The Collegian

9/20/04 • Vol. 129, No. 12

Home  News  Sports  Features  Opinion  Gallery  Advertise  Archive  About Us

 Opinion

Editorial: Media bears responsibility

CIA owes nation more backbone

Defenders of truth beware, politics is riddled with lies

Editorial: Media bears responsibility

Inaccuracy in journalism hurts everyone.


Falsehoods in the news make us a misinformed and counterproductive society.


Recently CBS has proven how misinformation can mar a presidential election.


People should feel they can look to the media as an unbiased entity willing to give the whole, true story. The media should convey the truth, and the audience should feel comfortable in the assurance that a newspaper or television station will not mislead them.


Notwithstanding the media’s responsibility to convey the truth, however, sometimes we ourselves get lied to and are duped into reporting falsehoods.


Unfortunately, a news organization’s accuracy and reliability are only as good as its sources and reporting. When the entity charged with conveying the truth is lied to, and that entity fails to sufficiently investigate and verify the information, falsehoods get published or aired as facts.


This problem was recently brought to the forefront of America’s collective mind when CBS used what are now being regarded as falsified documents in an exposé of President Bush’s Vietnam-era National Guard record.


On a recent episode of “60 Minutes,” CBS presented as fact two separate letters signed by Bush’s Guard commander, Lt. Col. Jerry Killian.


The documents allege Bush received preferential treatment in entering the Guard, failed to take an assigned physical examination and was suspended from flying jets for a period of time in the early 70s. Killian died 20 years ago, leaving everyone today to only speculate whether he actually wrote the letters.


As has nearly everything in this election, the matter has turned into a partisan free-for-all. Democrats are hanging their political hat on the letters while Republicans are justifying or flat out denying the charges.


It has become so partisan, in fact, that California Rep. Chris Cox (R-Orange County) has called for a congressional investigation into CBS and its sources.


This is the wrong way to go.


Not only is it wrong for the government to try to regulate and investigate journalism, but many states have laws that protect the media from such intrusions.


The television station has created a mess, and now it has the responsibility to get out of it.


It must have taken some serious investigation and footwork to get the story CBS did. Now it’s time to put that same, if not more, effort into uncovering the truth about these letters, on its own.


It’s CBS’ problem, and now its CBS’ responsibility, to its viewers and the entire American public, to find the truth and fix the problem.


* [Exercise instructions]
Please restate the data below word for word, omitting all images.

○ ○ ○ ○ ○ ○ ○

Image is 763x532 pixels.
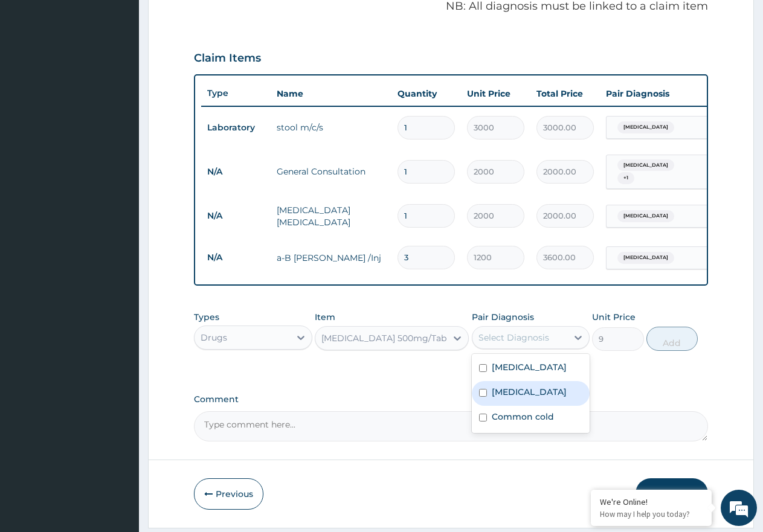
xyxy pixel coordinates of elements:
[592,311,635,323] label: Unit Price
[600,509,703,519] p: How may I help you today?
[201,82,271,104] th: Type
[617,252,674,264] span: [MEDICAL_DATA]
[461,82,530,106] th: Unit Price
[201,205,271,227] td: N/A
[491,361,566,373] label: [MEDICAL_DATA]
[201,161,271,183] td: N/A
[600,496,703,507] div: We're Online!
[271,82,392,106] th: Name
[271,116,392,139] td: stool m/c/s
[201,116,271,139] td: Laboratory
[491,386,566,398] label: [MEDICAL_DATA]
[617,172,634,184] span: + 1
[198,6,227,35] div: Minimize live chat window
[271,160,392,183] td: General Consultation
[472,311,534,323] label: Pair Diagnosis
[617,121,674,133] span: [MEDICAL_DATA]
[201,246,271,269] td: N/A
[617,210,674,222] span: [MEDICAL_DATA]
[478,332,549,344] div: Select Diagnosis
[6,330,230,372] textarea: Type your message and hit 'Enter'
[321,332,446,344] div: [MEDICAL_DATA] 500mg/Tab
[194,312,219,322] label: Types
[600,82,733,106] th: Pair Diagnosis
[617,160,674,171] span: [MEDICAL_DATA]
[491,410,554,423] label: Common cold
[271,246,392,270] td: a-B [PERSON_NAME] /Inj
[70,152,167,274] span: We're online!
[315,311,335,323] label: Item
[271,198,392,234] td: [MEDICAL_DATA] [MEDICAL_DATA]
[646,327,698,350] button: Add
[392,82,461,106] th: Quantity
[530,82,600,106] th: Total Price
[194,394,708,404] label: Comment
[63,68,203,84] div: Chat with us now
[194,478,263,509] button: Previous
[635,478,708,509] button: Submit
[194,52,261,65] h3: Claim Items
[23,60,49,90] img: d_794563401_company_1708531726252_794563401
[200,332,227,344] div: Drugs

○ ○ ○ ○ ○ ○ ○

* [Response]
Image is 763x532 pixels.
xyxy pixel coordinates of elements:
[592,311,635,323] label: Unit Price
[600,509,703,519] p: How may I help you today?
[201,82,271,104] th: Type
[617,252,674,264] span: [MEDICAL_DATA]
[461,82,530,106] th: Unit Price
[201,205,271,227] td: N/A
[491,361,566,373] label: [MEDICAL_DATA]
[201,161,271,183] td: N/A
[600,496,703,507] div: We're Online!
[271,82,392,106] th: Name
[271,116,392,139] td: stool m/c/s
[201,116,271,139] td: Laboratory
[491,386,566,398] label: [MEDICAL_DATA]
[617,172,634,184] span: + 1
[198,6,227,35] div: Minimize live chat window
[271,160,392,183] td: General Consultation
[472,311,534,323] label: Pair Diagnosis
[617,121,674,133] span: [MEDICAL_DATA]
[201,246,271,269] td: N/A
[617,210,674,222] span: [MEDICAL_DATA]
[478,332,549,344] div: Select Diagnosis
[6,330,230,372] textarea: Type your message and hit 'Enter'
[321,332,446,344] div: [MEDICAL_DATA] 500mg/Tab
[194,312,219,322] label: Types
[600,82,733,106] th: Pair Diagnosis
[617,160,674,171] span: [MEDICAL_DATA]
[491,410,554,423] label: Common cold
[271,246,392,270] td: a-B [PERSON_NAME] /Inj
[70,152,167,274] span: We're online!
[315,311,335,323] label: Item
[271,198,392,234] td: [MEDICAL_DATA] [MEDICAL_DATA]
[646,327,698,350] button: Add
[392,82,461,106] th: Quantity
[530,82,600,106] th: Total Price
[194,394,708,404] label: Comment
[63,68,203,84] div: Chat with us now
[194,478,263,509] button: Previous
[635,478,708,509] button: Submit
[194,52,261,65] h3: Claim Items
[23,60,49,90] img: d_794563401_company_1708531726252_794563401
[200,332,227,344] div: Drugs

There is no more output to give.